Principal Quantum Number (n)
An integer (1,2,3…) that labels energy levels; lower n is closer to the nucleus and lower in energy.
Subshell
A division within an energy level, labelled s, p, d, or f, each with characteristic energy.
Orbital
A 3-D region within a subshell that can hold a maximum of two electrons with opposite spins.
s Orbital
A spherical orbital; each s subshell contains one orbital that can hold two electrons.
p Orbital
A dumbbell-shaped orbital; each p subshell has three (px, py, pz) holding up to six electrons.
d Orbital
One of five orbitals in a d subshell; combined they hold up to ten electrons and have more complex shapes.
Aufbau Principle
Electrons fill orbitals of lowest available energy first to give the ground-state configuration.
Hund's Rule
Electrons occupy separate degenerate orbitals with parallel spins before pairing to minimise repulsion.
Pauli Exclusion Principle
No two electrons in the same atom can have identical sets of quantum numbers; an orbital holds max two electrons with opposite spins.

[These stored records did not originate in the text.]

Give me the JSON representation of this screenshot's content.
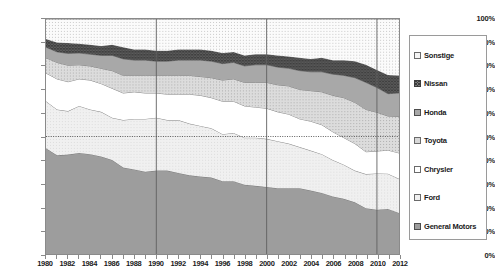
{
  "chart_data": {
    "type": "area",
    "stacked": true,
    "normalized_percent": true,
    "title": "",
    "xlabel": "",
    "ylabel": "",
    "ylim": [
      0,
      100
    ],
    "ytick_labels": [
      "0%",
      "10%",
      "20%",
      "30%",
      "40%",
      "50%",
      "60%",
      "70%",
      "80%",
      "90%",
      "100%"
    ],
    "ytick_values": [
      0,
      10,
      20,
      30,
      40,
      50,
      60,
      70,
      80,
      90,
      100
    ],
    "grid": "vertical gridlines at 1990, 2000, 2010; dotted reference line at 50%",
    "reference_line_value": 50,
    "vertical_gridline_years": [
      1990,
      2000,
      2010
    ],
    "legend_position": "right outside",
    "x": [
      1980,
      1981,
      1982,
      1983,
      1984,
      1985,
      1986,
      1987,
      1988,
      1989,
      1990,
      1991,
      1992,
      1993,
      1994,
      1995,
      1996,
      1997,
      1998,
      1999,
      2000,
      2001,
      2002,
      2003,
      2004,
      2005,
      2006,
      2007,
      2008,
      2009,
      2010,
      2011,
      2012
    ],
    "xtick_labels": [
      "1980",
      "1982",
      "1984",
      "1986",
      "1988",
      "1990",
      "1992",
      "1994",
      "1996",
      "1998",
      "2000",
      "2002",
      "2004",
      "2006",
      "2008",
      "2010",
      "2012"
    ],
    "series": [
      {
        "name": "General Motors",
        "fill": "#9d9d9d",
        "pattern": "solid",
        "values": [
          45.0,
          42.0,
          42.3,
          43.0,
          42.5,
          41.5,
          40.0,
          36.8,
          36.0,
          35.0,
          35.5,
          35.5,
          34.5,
          33.5,
          33.0,
          32.5,
          31.0,
          31.0,
          29.5,
          29.0,
          28.5,
          28.0,
          28.0,
          28.0,
          27.0,
          26.0,
          24.5,
          23.5,
          22.0,
          19.5,
          18.8,
          19.2,
          17.5
        ]
      },
      {
        "name": "Ford",
        "fill": "#efefef",
        "pattern": "solid-light",
        "values": [
          20.0,
          19.5,
          18.5,
          20.0,
          19.0,
          19.0,
          18.0,
          20.2,
          21.5,
          22.5,
          22.5,
          21.5,
          22.5,
          22.0,
          21.5,
          21.0,
          20.0,
          20.5,
          20.0,
          20.5,
          20.5,
          20.0,
          19.0,
          17.5,
          17.0,
          16.5,
          15.5,
          14.5,
          13.5,
          14.5,
          15.5,
          15.0,
          14.5
        ]
      },
      {
        "name": "Chrysler",
        "fill": "#ffffff",
        "pattern": "white",
        "values": [
          12.0,
          13.0,
          12.5,
          11.5,
          12.5,
          12.0,
          12.5,
          11.5,
          11.5,
          11.0,
          10.5,
          11.0,
          11.0,
          12.5,
          13.0,
          13.0,
          14.0,
          13.5,
          13.5,
          13.0,
          13.0,
          12.5,
          12.5,
          12.0,
          12.5,
          12.5,
          12.0,
          11.5,
          11.5,
          9.5,
          9.5,
          10.0,
          11.0
        ]
      },
      {
        "name": "Toyota",
        "fill": "#d2d2d2",
        "pattern": "dotted-light",
        "values": [
          6.5,
          7.0,
          7.0,
          6.0,
          6.0,
          6.5,
          7.5,
          7.5,
          7.0,
          7.5,
          7.5,
          8.0,
          8.0,
          8.0,
          8.0,
          8.5,
          9.0,
          9.5,
          10.0,
          10.5,
          11.0,
          11.5,
          12.0,
          12.5,
          13.0,
          14.0,
          15.5,
          17.0,
          17.5,
          18.0,
          16.5,
          14.5,
          15.5
        ]
      },
      {
        "name": "Honda",
        "fill": "#a8a8a8",
        "pattern": "solid-mid",
        "values": [
          4.5,
          4.5,
          5.0,
          5.0,
          5.0,
          5.5,
          6.5,
          7.0,
          6.5,
          6.5,
          6.0,
          6.0,
          6.5,
          6.5,
          7.0,
          7.0,
          7.0,
          7.0,
          7.0,
          7.5,
          7.5,
          7.5,
          7.5,
          8.0,
          8.0,
          8.5,
          9.0,
          9.5,
          10.5,
          11.5,
          10.5,
          9.5,
          10.0
        ]
      },
      {
        "name": "Nissan",
        "fill": "#6e6e6e",
        "pattern": "crosshatch",
        "values": [
          3.5,
          4.0,
          4.5,
          4.0,
          4.0,
          4.0,
          4.5,
          5.0,
          4.5,
          4.5,
          4.5,
          4.5,
          4.5,
          4.5,
          4.5,
          4.5,
          4.5,
          4.5,
          4.5,
          4.5,
          4.5,
          5.0,
          5.0,
          5.5,
          5.5,
          6.0,
          6.0,
          6.5,
          7.0,
          7.5,
          7.5,
          8.0,
          7.5
        ]
      },
      {
        "name": "Sonstige",
        "fill": "#f2f2f2",
        "pattern": "dotted-sparse",
        "values": [
          8.5,
          10.0,
          10.2,
          10.5,
          11.0,
          11.5,
          11.0,
          12.0,
          13.0,
          13.0,
          13.5,
          13.5,
          13.0,
          13.0,
          13.0,
          13.5,
          14.5,
          14.0,
          15.5,
          15.0,
          15.0,
          15.5,
          16.0,
          16.5,
          17.0,
          16.5,
          17.5,
          17.5,
          18.0,
          19.5,
          21.7,
          23.8,
          24.0
        ]
      }
    ]
  },
  "legend": {
    "items": [
      {
        "label": "Sonstige"
      },
      {
        "label": "Nissan"
      },
      {
        "label": "Honda"
      },
      {
        "label": "Toyota"
      },
      {
        "label": "Chrysler"
      },
      {
        "label": "Ford"
      },
      {
        "label": "General Motors"
      }
    ]
  }
}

Full Electron Configuration
Notation listing every occupied subshell with superscripts showing electron numbers from 1s upwards.
Shorthand Electron Configuration
Abbreviated notation using the previous noble gas in brackets followed by remaining subshells.
Transition Metal
Element filling 3d or 4d subshells; loses 4s electrons first when forming positive ions.
Successive Ionisation Energies
Series of energies required to remove electrons one by one from the same atom, increasing each time.
Shielding Effect
Reduction of nuclear attraction on outer electrons due to repulsion by inner-shell electrons.
Nuclear Charge
Total positive charge of the nucleus (number of protons) influencing electrostatic attraction on electrons.
Spin-Pair Repulsion
Extra repulsion experienced by two electrons sharing the same orbital, slightly lowering ionisation energy.